Abstract
Coalescing binary black holes experience an impulsive kick due to anisotropic emission of gravitational waves. We discuss the dynamical consequences of the recoil accompanying massive black hole mergers. Recoil velocities are sufficient to eject most coalescing black holes from dwarf galaxies and globular clusters, which may explain the apparent absence of massive black holes in these systems. Ejection from giant elliptical galaxies would be rare, but coalescing black holes are displaced from the center and fall back on a time scale of order the half-mass crossing time. Displacement of the black holes transfers energy to the stars in the nucleus and can convert a steep density cusp into a core. Radiation recoil calls into question models that grow supermassive black holes from hierarchical mergers of stellar-mass precursors.
Publication Date
4-20-2004
Document Type
Article
Department, Program, or Center
School of Physics and Astronomy (COS)
Recommended Citation
David Merritt et al 2004 ApJ 607 L9 https://doi.org/10.1086/421551
Campus
RIT – Main Campus
Comments
This is the pre-print of an article published by the American Astronomical Society.

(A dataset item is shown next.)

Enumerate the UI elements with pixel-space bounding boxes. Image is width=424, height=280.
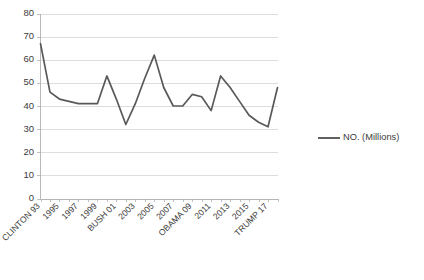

The final, published version is available here: https://doi.org/10.1086/421551
© 2004 The American Astronomical Society
Also archived in: arXiv:astro-ph/0402057 v2 9 Apr 2004
DM is supported by NSF grant AST02-0631, NASA grant NAG5-9046, and grant HST-AR-09519.01-Afrom STScI.MMis supported by a postdoctoral fellowship from the Sherman Fairchild Foundation. MF is partly supported by NSF grant PHY-0140209. SAH is supported by NASA grant NAG5-12906 and by NSF grant PHY-0244424. DH is supported by NSF grant PHY-0114422.